To showcase the wide array of people living with HIV the exhibition was guest curated by Danny Orendorff, whose work explores the histories of social-justice activism and theories of gender and sexuality.
“One day this kid will get larger” was loosely grouped together around the sub-themes of childhood, education and nightlife/pop culture, and was presented concurrently with the touring sister exhibition ArtAIDSAmerica, at the newly founded Alphawood Gallery which is one block from the DePaul Art Museum.
Photojournalist Katja Heinemann’s art series, “On Borrowed Time/Growing Up With HIV,” was a collaboration with the staff and campers at Camp Heartland (now known as One Heartland) in Minnesota, who were either born HIV-positive, are living with HIV, or had family members who died or are living with the virus, according to the piece’s description.
The interdisciplinary exhibit which consisted of visual photographs, as well as interviews and sing-a-longs with the campers struck a chord with DePaul senior Claire Sandberg, an art history major and research assistant at the DePaul Art Museum.
“The collection of photographs and audio by Katja Heinemann was the most moving piece for me,” Sandberg said. “The work was inspiring because it is an excellent example of a supportive and strong community for these children who have been affected by HIV/AIDS and shows this wonderful and supportive space of hope.”
This feeling of a supportive space of hope is shared by one of the artists in the show, Vincent Chevalier, who created the video “So…When Did You Figure Out That You Had AIDS?” The video performance was a reflection of the media environment in 1996, when HIV/AIDS was a stigmatizing and terrifying reality for Chevalier, a queer youth who grew up to be an adult survivor. Chevalier speaks of the importance of having young voices guide the new narrative of “AIDS art” along with the older voices.
“It is important that we allow for new voices to take up more space in the conversation about HIV/AIDS,” Chevalier said. “While the recent trend of ‘revisitation” of the “AIDS art’ of the past is a necessary gesture, we’ve seen how this canonization of works by white, cisgendered men has contributed to the erasure of other perspectives and histories.”

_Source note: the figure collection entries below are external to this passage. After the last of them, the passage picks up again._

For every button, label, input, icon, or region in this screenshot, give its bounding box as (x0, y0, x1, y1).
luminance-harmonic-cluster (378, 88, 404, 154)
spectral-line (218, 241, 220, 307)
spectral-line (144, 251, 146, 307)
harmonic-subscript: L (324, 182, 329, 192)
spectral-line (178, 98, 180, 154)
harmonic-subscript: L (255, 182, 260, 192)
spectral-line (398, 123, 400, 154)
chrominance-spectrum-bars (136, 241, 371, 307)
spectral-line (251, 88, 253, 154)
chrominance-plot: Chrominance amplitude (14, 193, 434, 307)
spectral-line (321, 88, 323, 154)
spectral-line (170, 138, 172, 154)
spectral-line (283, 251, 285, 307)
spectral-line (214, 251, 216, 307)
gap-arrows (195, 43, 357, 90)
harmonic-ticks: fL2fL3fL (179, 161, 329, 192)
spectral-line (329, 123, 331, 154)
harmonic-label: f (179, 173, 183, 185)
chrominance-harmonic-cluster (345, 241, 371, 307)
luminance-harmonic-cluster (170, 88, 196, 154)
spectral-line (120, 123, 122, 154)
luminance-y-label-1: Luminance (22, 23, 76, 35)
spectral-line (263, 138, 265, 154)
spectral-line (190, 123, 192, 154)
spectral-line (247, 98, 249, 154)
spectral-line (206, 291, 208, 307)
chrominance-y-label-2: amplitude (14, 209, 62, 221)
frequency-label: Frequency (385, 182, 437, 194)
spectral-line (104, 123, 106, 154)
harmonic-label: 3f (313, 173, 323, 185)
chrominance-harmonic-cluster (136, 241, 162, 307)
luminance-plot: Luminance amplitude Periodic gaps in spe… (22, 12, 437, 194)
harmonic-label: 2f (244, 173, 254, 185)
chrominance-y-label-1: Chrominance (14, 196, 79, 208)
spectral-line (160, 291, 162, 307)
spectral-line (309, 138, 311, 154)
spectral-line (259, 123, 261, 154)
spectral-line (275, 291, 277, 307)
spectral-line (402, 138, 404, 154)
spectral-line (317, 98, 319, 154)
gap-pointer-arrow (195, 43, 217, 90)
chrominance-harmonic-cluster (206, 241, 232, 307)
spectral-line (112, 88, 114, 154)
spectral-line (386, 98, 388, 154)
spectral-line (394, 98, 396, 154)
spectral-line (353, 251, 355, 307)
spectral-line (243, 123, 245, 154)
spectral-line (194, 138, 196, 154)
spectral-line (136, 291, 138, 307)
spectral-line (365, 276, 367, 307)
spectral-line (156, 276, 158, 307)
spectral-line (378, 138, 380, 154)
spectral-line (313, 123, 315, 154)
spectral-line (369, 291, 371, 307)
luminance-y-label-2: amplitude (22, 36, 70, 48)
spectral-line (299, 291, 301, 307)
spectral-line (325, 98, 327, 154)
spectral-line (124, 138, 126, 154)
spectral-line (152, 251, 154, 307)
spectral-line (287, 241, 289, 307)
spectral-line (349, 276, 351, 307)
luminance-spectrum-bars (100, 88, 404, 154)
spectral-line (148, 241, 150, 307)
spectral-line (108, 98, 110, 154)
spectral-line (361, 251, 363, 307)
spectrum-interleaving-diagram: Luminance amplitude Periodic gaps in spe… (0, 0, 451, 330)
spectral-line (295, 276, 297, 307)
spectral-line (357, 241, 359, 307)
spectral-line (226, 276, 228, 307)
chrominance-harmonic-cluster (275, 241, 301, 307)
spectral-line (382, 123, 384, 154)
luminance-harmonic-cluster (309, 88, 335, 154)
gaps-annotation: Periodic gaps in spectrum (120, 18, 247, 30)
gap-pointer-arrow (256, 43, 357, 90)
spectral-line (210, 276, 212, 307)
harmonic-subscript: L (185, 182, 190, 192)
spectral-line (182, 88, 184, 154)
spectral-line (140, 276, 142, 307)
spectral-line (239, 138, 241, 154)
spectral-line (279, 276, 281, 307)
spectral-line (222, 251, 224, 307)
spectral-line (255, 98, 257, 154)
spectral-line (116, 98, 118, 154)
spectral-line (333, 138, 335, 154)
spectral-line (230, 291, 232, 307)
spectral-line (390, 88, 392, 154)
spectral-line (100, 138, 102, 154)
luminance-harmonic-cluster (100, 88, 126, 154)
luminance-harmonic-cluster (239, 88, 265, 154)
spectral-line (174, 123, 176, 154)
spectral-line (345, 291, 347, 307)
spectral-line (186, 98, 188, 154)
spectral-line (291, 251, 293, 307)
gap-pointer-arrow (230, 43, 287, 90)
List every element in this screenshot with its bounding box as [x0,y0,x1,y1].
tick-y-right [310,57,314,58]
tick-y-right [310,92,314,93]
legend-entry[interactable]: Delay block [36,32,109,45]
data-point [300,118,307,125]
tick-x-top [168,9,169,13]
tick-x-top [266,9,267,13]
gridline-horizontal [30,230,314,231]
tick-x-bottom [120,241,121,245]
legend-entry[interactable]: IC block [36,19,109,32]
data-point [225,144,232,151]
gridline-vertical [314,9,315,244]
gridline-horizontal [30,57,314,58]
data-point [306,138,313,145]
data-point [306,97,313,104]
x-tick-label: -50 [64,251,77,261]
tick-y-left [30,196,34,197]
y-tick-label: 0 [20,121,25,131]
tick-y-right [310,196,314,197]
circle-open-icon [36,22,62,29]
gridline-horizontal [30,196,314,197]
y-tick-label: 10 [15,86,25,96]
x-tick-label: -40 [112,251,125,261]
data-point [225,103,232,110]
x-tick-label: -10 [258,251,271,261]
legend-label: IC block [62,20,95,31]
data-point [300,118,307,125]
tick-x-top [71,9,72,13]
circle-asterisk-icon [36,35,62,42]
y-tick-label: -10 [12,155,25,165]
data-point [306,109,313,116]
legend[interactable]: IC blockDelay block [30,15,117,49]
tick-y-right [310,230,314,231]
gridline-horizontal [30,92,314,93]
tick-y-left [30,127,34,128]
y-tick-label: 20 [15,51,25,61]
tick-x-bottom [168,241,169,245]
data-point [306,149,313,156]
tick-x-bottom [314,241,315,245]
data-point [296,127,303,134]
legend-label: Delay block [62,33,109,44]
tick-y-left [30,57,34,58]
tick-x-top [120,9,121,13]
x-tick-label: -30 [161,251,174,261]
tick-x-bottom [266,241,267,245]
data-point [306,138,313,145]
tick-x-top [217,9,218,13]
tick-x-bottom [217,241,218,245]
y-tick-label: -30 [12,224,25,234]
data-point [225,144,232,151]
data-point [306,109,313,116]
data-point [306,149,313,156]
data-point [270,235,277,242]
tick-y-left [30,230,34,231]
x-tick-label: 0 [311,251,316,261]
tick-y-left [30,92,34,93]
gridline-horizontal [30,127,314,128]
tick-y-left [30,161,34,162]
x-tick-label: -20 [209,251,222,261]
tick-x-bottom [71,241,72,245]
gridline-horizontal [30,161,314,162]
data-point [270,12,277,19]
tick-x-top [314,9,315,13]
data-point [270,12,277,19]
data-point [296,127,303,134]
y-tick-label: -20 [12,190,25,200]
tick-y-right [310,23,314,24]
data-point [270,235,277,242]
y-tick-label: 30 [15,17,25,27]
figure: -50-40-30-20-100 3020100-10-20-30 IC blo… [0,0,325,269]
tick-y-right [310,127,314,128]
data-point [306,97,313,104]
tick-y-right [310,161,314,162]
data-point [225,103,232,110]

When it comes to the new voices of today the effects of social media contribute to the free distribution of art that moves us.
“I think it’s important not to commodify AIDS or canonize it as a period in art history,” a queer feminist artist in the exhibit, Angela Davis Fegan, said. “I didn’t make the pieces with the intention of selling them.”
Fegan created handmade posters out of her late father’s old jeans and ethically sourced products such as rose petal, plant matter and linseed oil. Slogans on the posters say things like “We Bleed For Our Flag All Over This Dance Floor,” and “Visibility, Inclusion, Survival.” She encouraged people to share the letterpress text-based artworks with photos on social media with the hashtag #lavendermenace, a reference to her citywide poster project and the group of lesbian feminists that formed during the 1970’s Second Wave feminism.
The DePaul Art Museum has three upcoming exhibits starting on April 27 that amplify marginalized voices. “A Matter of Conscience,” is an exhibit with artistic approaches to politically charged content and social issues, “Vessels of Genealogies,” which are Dominican-American artist Firelei Baez’s large-scale paintings representing the beauty and political implications of hairstyles and tattoos, and “To Name It is to See It,” which is Vietnamese artist Hu’o’ng Ngo’s reframing of connections of language, gender, and visuality through the lens of postcolonial subjectivity.